Centaur has launched a consultation with staff over proposals to cut up to ten out of 26 editorial staff in its financial services division.
In a separate development the publisher also plans to centralise editorial production across of its weekly titles – including Marketing Week and The Lawyer – in a move likely to result in further redundancies.
Under the proposals up to ten of the 22 editorial staff in the financial services division – which also publishes the Mortgage Strategy, Fund Strategy and Corporate Adviser titles – could leave the company by the end of May.
The new structure will see a group editor appointed to oversee all titles within the division and the current editors of niche weeklies Mortgage Strategy and Fund Strategy have been asked to reapply for new roles such as associate editor, head of news and head of digital.
The proposals would see the financial services division come under two ‘brand neutral' news teams – one concentrating solely on specialist investment news and the other on general industry news such as mortgage protection, regulation and policy issues. It will also see more content shared between Fund Strategy, Mortgage Strategy and Money Marketing.
Company sources said the changes were being driven by the need to restructure the newsrooms around digital production rather than print.
Details of the proposals and the number of expected redundancies will be ironed out over the next six weeks.
In June the company announced a wide-ranging restructure that saw it merge its business titles into three groups: creative and marketing, which includes Marketing Week and Creative Review; legal and financial, which includes The Lawyer and Money Marketing; and Engineering and HR.
Several publishers were made redundant and the print editions of Design Week and New Media Age were scrapped, with most of NMA's content now behind a paywall.
The most recent financial figures for Centaur revealed a 3 per cent drop in overall revenue but a 4 per cent rise in digital revenue, which now makes up almost a third of its total income.
The company said that underlying growth – which takes into account the impact of discontinued activities, acquisitions and disposals – was up 4 per cent in the first half of its financial year, while underlying earnings were up 39 per cent to £1.6m.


▸ **Problem requirements**
Retype the listing below line for line, but only from the line with "Describe the element" down to the line with "At what (x,y)", inclusive. Pictures stay out.

▸ **Data extracts**
● ● ●

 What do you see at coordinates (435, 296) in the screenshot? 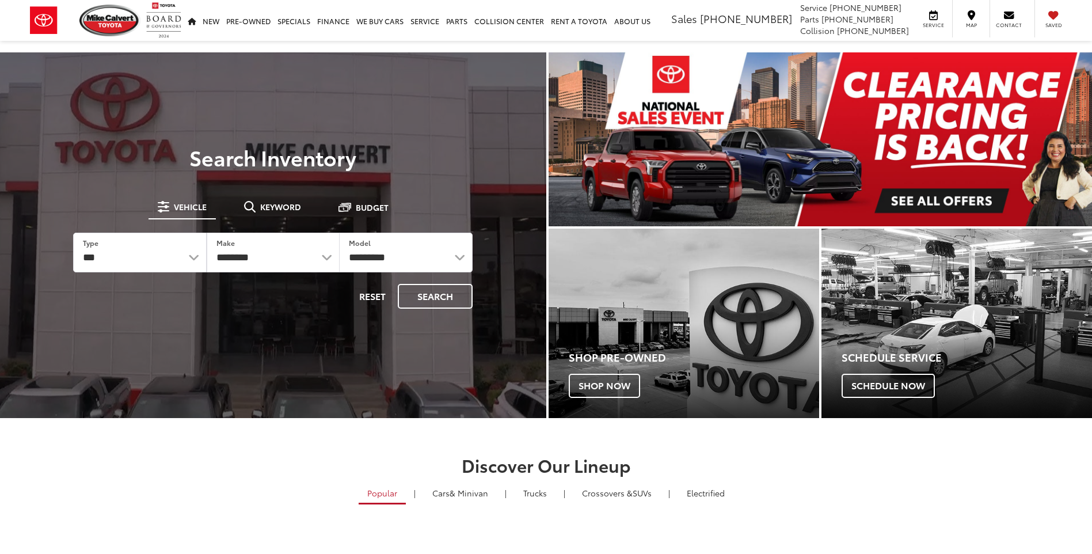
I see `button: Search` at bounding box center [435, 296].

● ● ●

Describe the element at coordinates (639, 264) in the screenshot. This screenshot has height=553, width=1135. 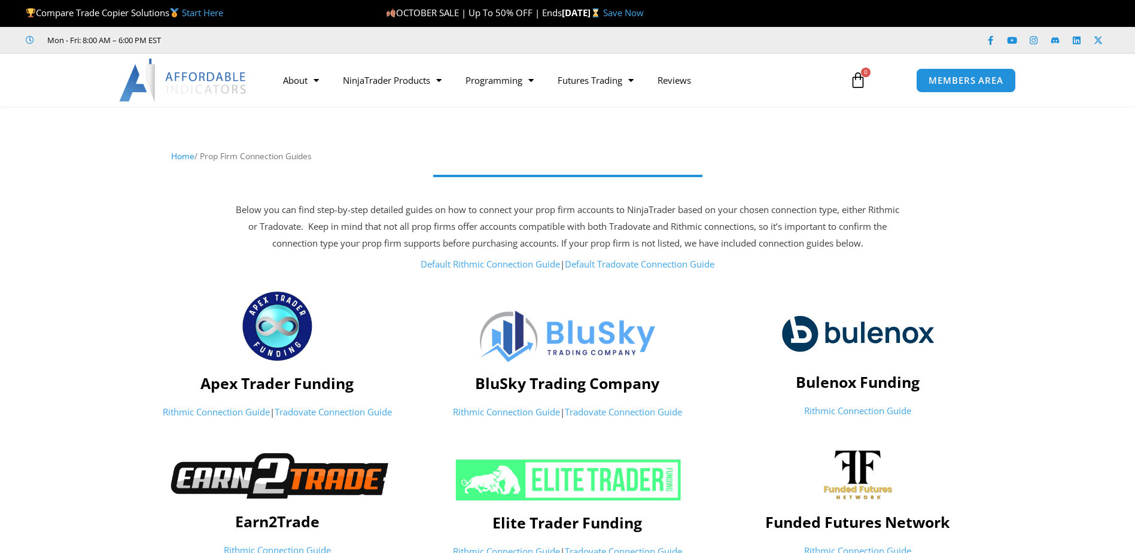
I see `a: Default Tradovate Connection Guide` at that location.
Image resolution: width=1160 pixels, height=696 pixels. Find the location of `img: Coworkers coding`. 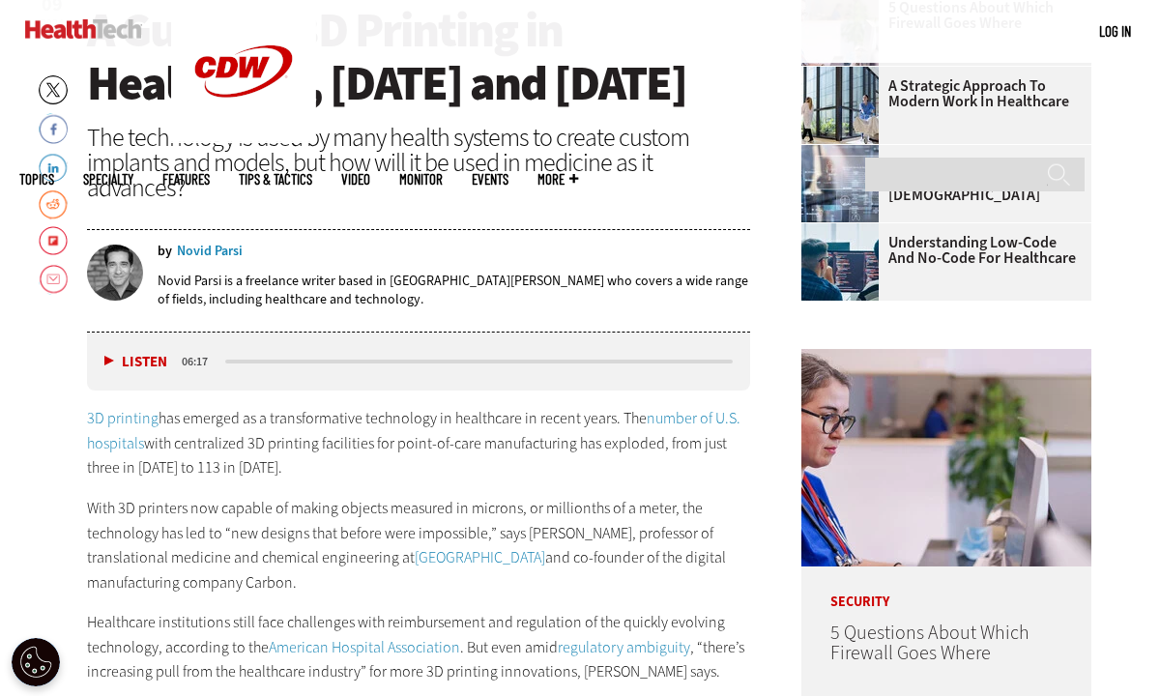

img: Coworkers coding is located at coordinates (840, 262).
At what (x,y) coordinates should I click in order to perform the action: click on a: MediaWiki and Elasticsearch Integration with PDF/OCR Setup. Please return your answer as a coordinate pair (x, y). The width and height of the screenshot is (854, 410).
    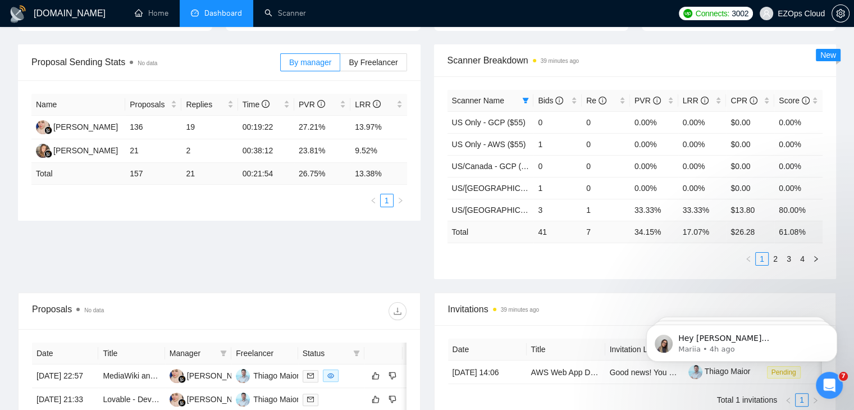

● ● ●

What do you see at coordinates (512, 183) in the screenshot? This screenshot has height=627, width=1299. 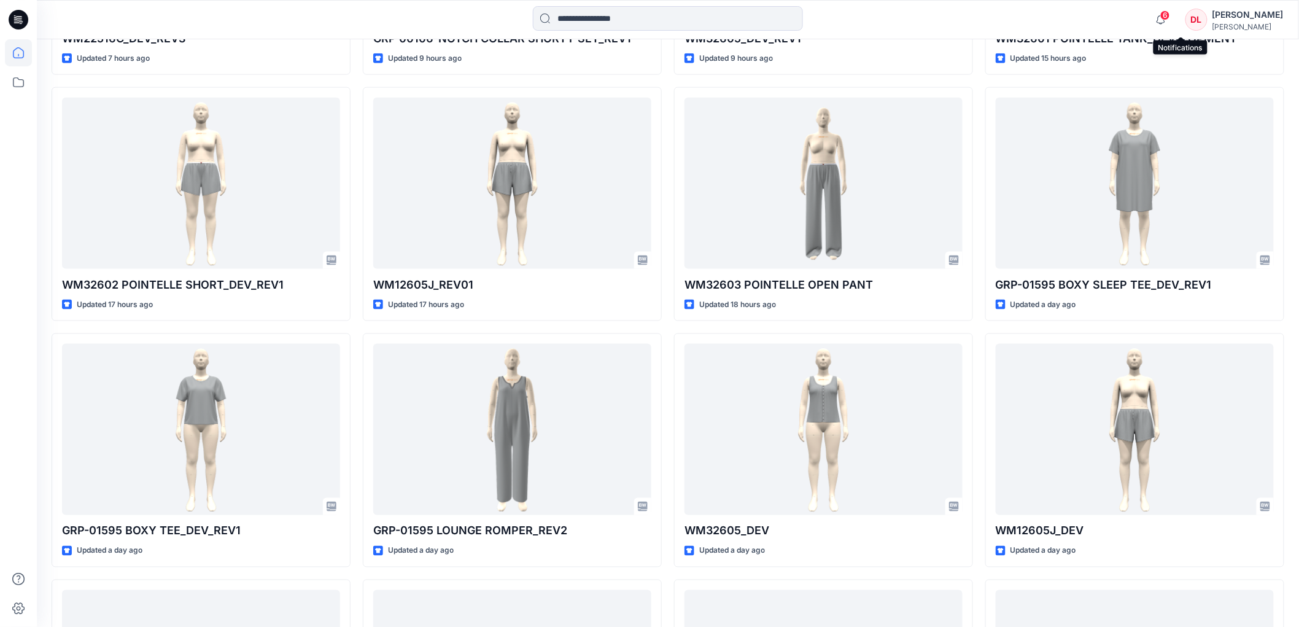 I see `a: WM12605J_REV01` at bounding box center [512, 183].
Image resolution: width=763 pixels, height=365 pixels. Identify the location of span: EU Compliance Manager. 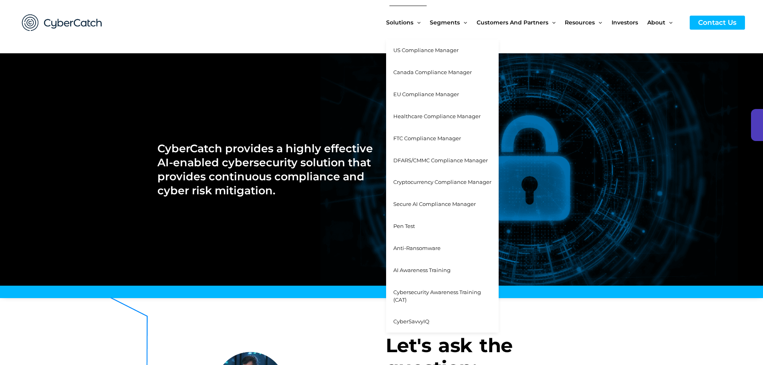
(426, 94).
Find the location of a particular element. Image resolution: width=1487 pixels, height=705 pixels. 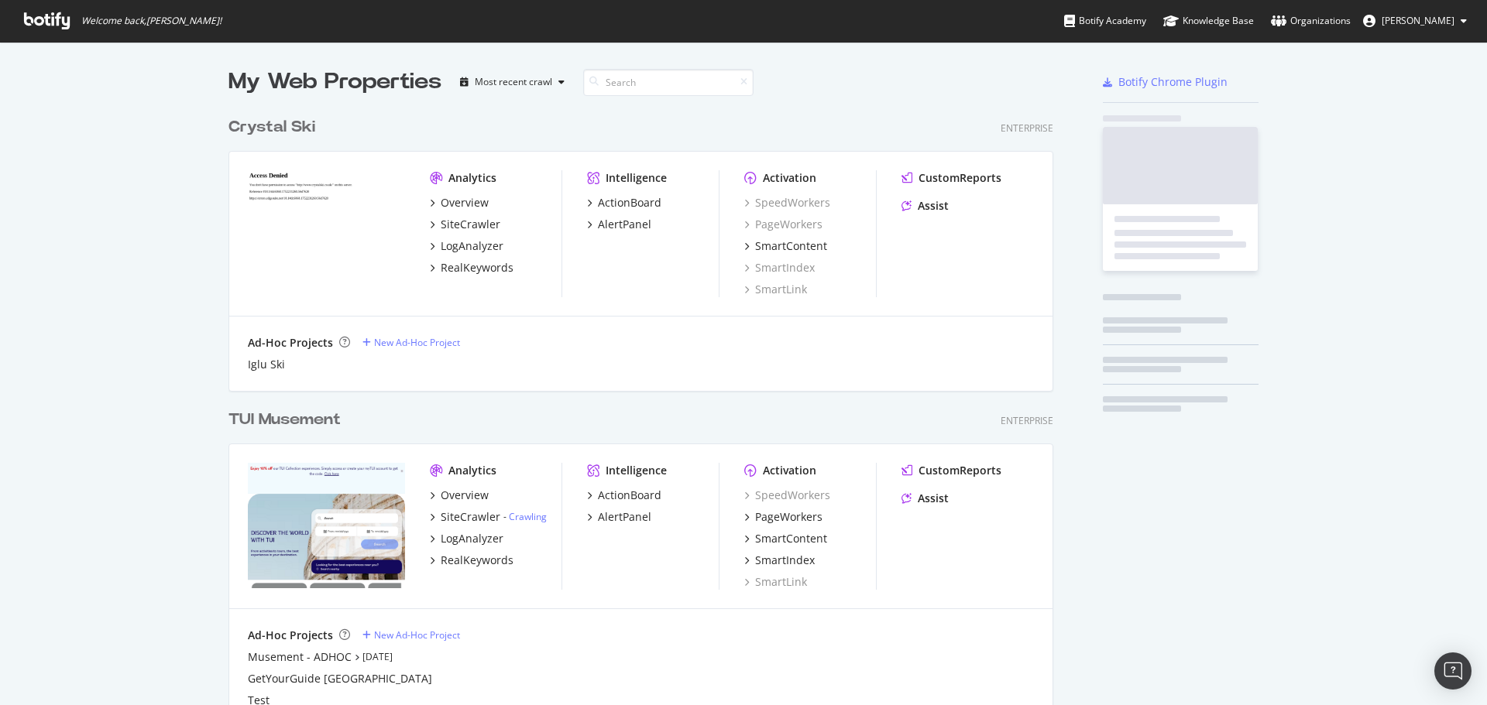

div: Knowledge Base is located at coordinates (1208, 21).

● ● ●

▸ **Worked solution**
Describe the element at coordinates (639, 264) in the screenshot. This screenshot has height=553, width=1135. 
I see `a: Default Tradovate Connection Guide` at that location.
Image resolution: width=1160 pixels, height=696 pixels. Find the location of `img: Coworkers coding`. 

img: Coworkers coding is located at coordinates (840, 262).
At what (x,y) coordinates should I click in order to perform the action: click on a: MediaWiki and Elasticsearch Integration with PDF/OCR Setup. Please return your answer as a coordinate pair (x, y). The width and height of the screenshot is (854, 410).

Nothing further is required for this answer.